Truly, I would caution against limiting your options if the only thing drawing you back to your hometown is a man you've essentially just met. City life takes some adjusting, six months is not that long out on your own, and everyone stumbles and doubts themselves in the beginning. It's a long life, and you'll never really know whether this man is right for you if you don't take the time to figure out what opportunities the future might hold and decide what is really important to you.
I did this, or something like this. I moved away from San Francisco to an uninteresting suburb of a rather uninteresting city, to be with my family. Unlike the LW, I had no choice - my mother was sick and I am an only child.
I don't think a city is "just a name", and I don't think that one can "maintain a connection to the things one loves" from anywhere at all. I feel like a part of me has been amputated, I miss SF so much. I take "mental walks" through the city, and recall it street by street; I stare at the photographs I took when I lived there, and annoy my friends until they take more and send them to me. If I love watching the sun set into the ocean, how can I "maintain a connection to that" from a landlocked suburb? If I love walking along a street and hearing a dozen different languages spoken around me, how can I "maintain a connection to that" from a suburb where no one ever walks at all, let alone speak to anyone else? Et cetera, et cetera, et cetera. Places are not interchangeable. Places have souls. Cities have personalities. They change, of course; but the essential "personality" remains the same.

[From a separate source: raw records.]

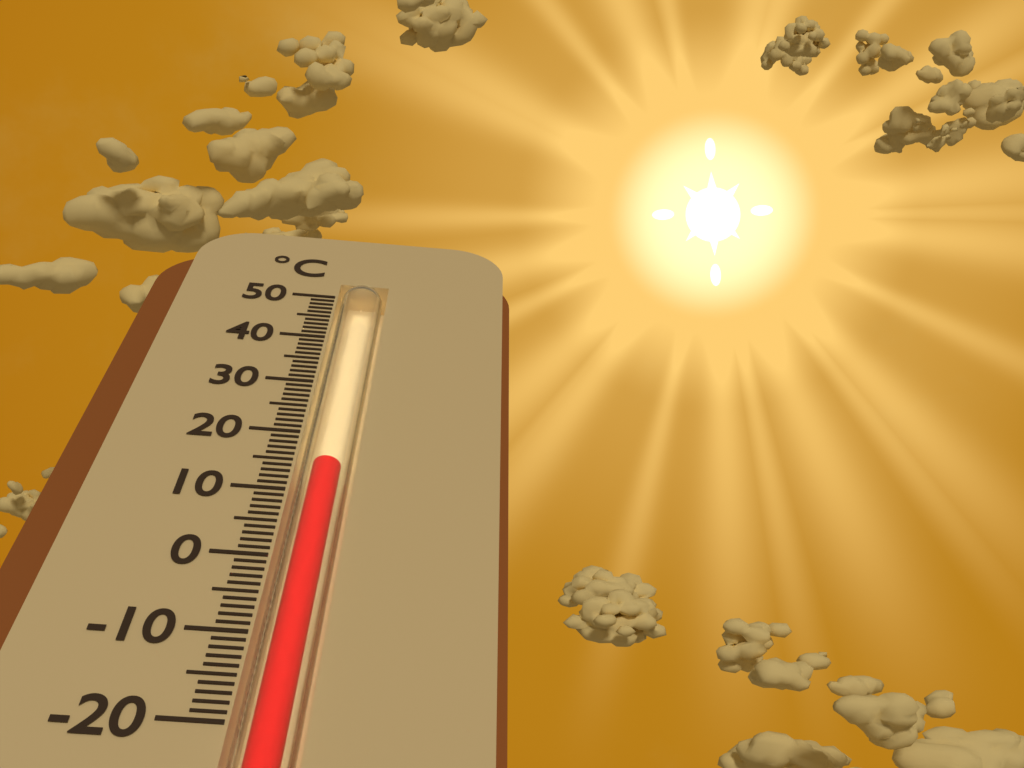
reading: 15 °C
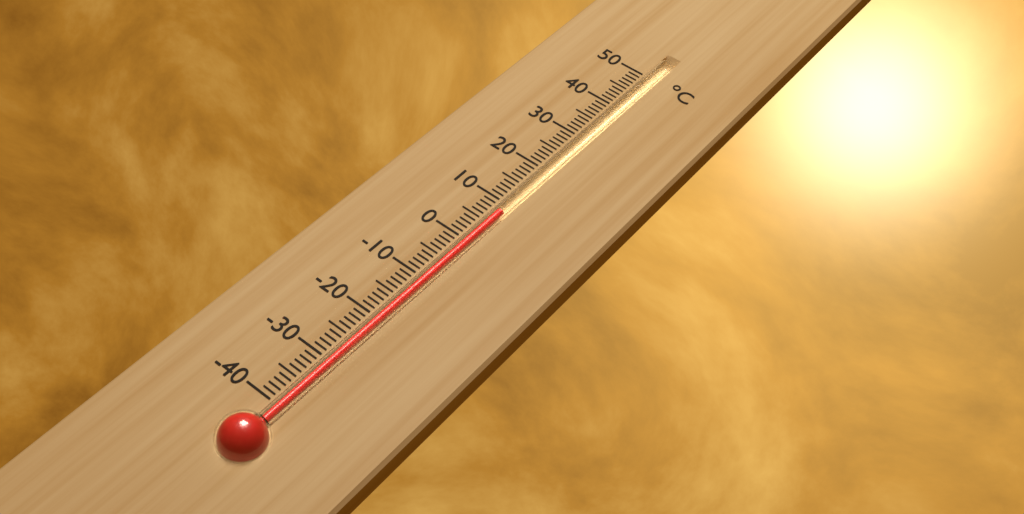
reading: 8 °C
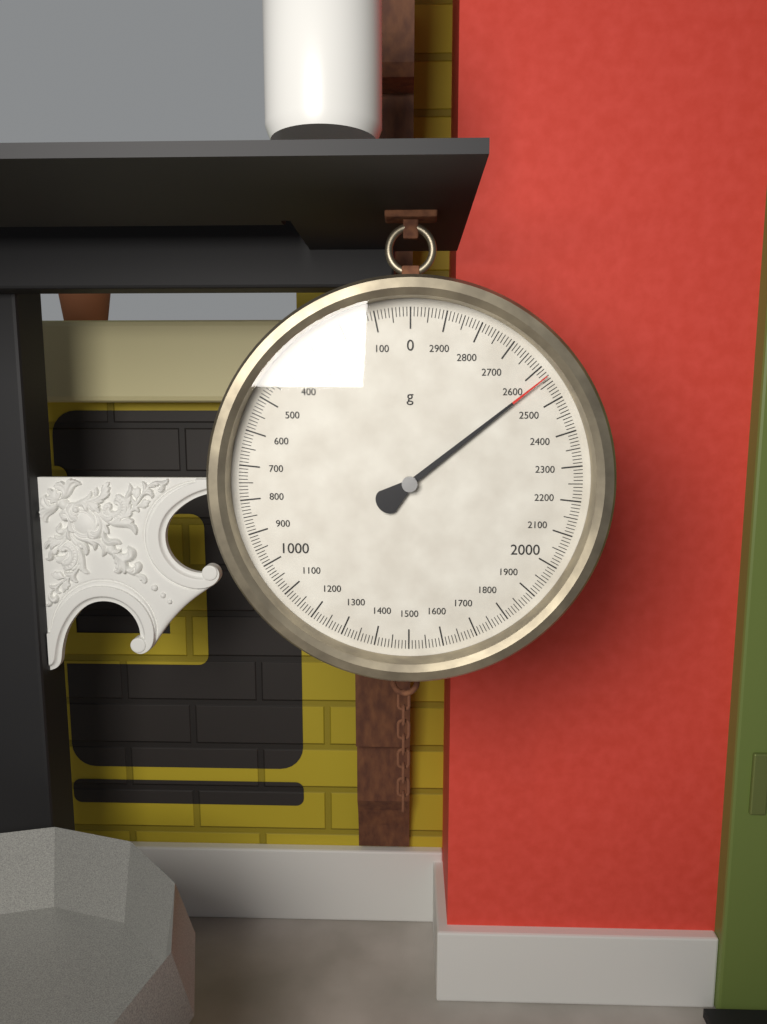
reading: 2570 g
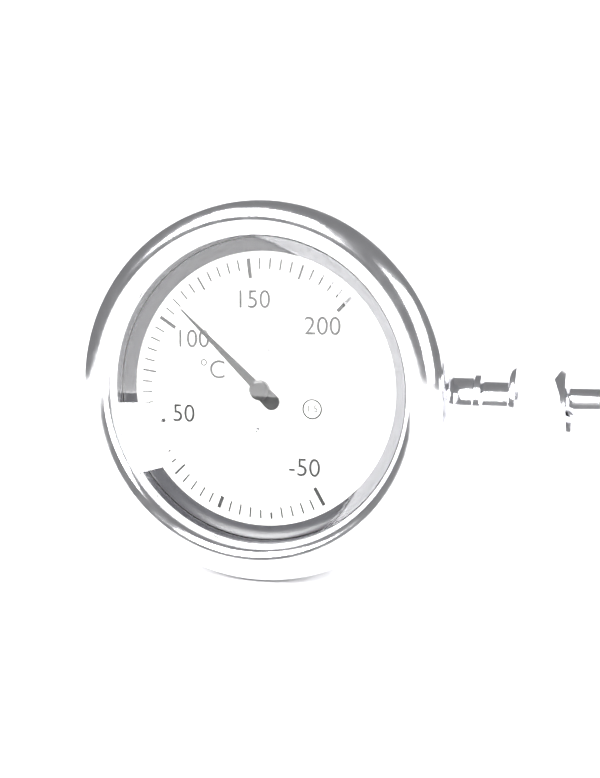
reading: 110 °C
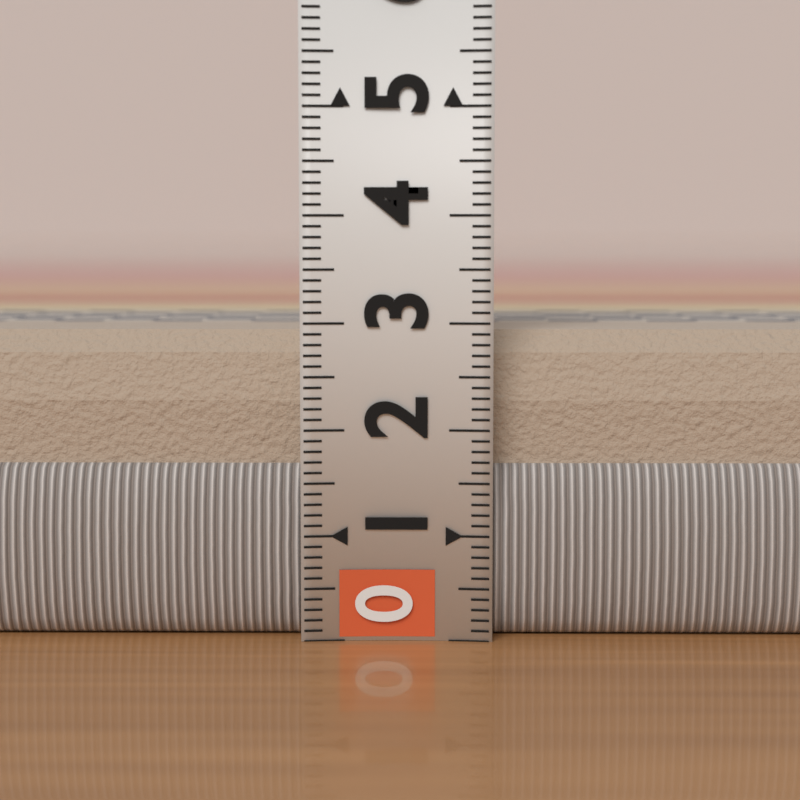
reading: 3.0 (no unit)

All that said, I do think that the LW should go back to the suburbs long enough to get to know the "boy back home". Chicago won't go anywhere; and it seems like the boy also wants to leave the suburbs. So it would make sense to get to know the boy, and make plans to move to Chicago together. But I do think that if the LW is a "city person" and feels comfortable in Chicago, that she should live there. The pain of exile should not be taken lightly.
This is one of those situations where I think gender is really important. In general (emphasis on "in general") young men default to career and new adventures, and young women to relationships and those things that are already known to them. Stretching your comfort zone just a bit means doing the other thing.
For a 20-something woman, that means giving yourself more time to develop more self-confidence about your ability to survive in the city is something you can afford now (what Cary says about those difficulties is true), but probably would not be able to do later on, if you established a more permanent relationship with the boy back home. (If it were me, I probably would not have wanted my mother to come live with me. However, if my daughter faced a similar choice, she would likely have me come stay with her until she feel better situated.)
Also, you didn't mention exactly why he cannot drive a car, but possibly, this condition might also make greater demands upon you than is customary for someone in her 20's. Don't let taking care of the boy back home be what keeps you from learning to take care of yourself in all the very best ways that you can. It is still true, even in 2006, that a woman is more more likely than a man to give up some of her potential in order to maintain a relationship, or get married, or have a baby, instead of testing her ability to achieve something in the world.
Whether you can have it all, or have to choose what's most important, is still under debate. However, I think most people would agree that the order in which you choose things can either minimize or maximize the range of choices left to you. It would be easier to leave Chicago and return to the relationship and a suburban life if your present situation does not work out, than it would be to establish a suburban life and then try to transplant it to Chicago.
Like wheat and corn... spouses, kids, mortgages, dogs, etc. will all take what they need.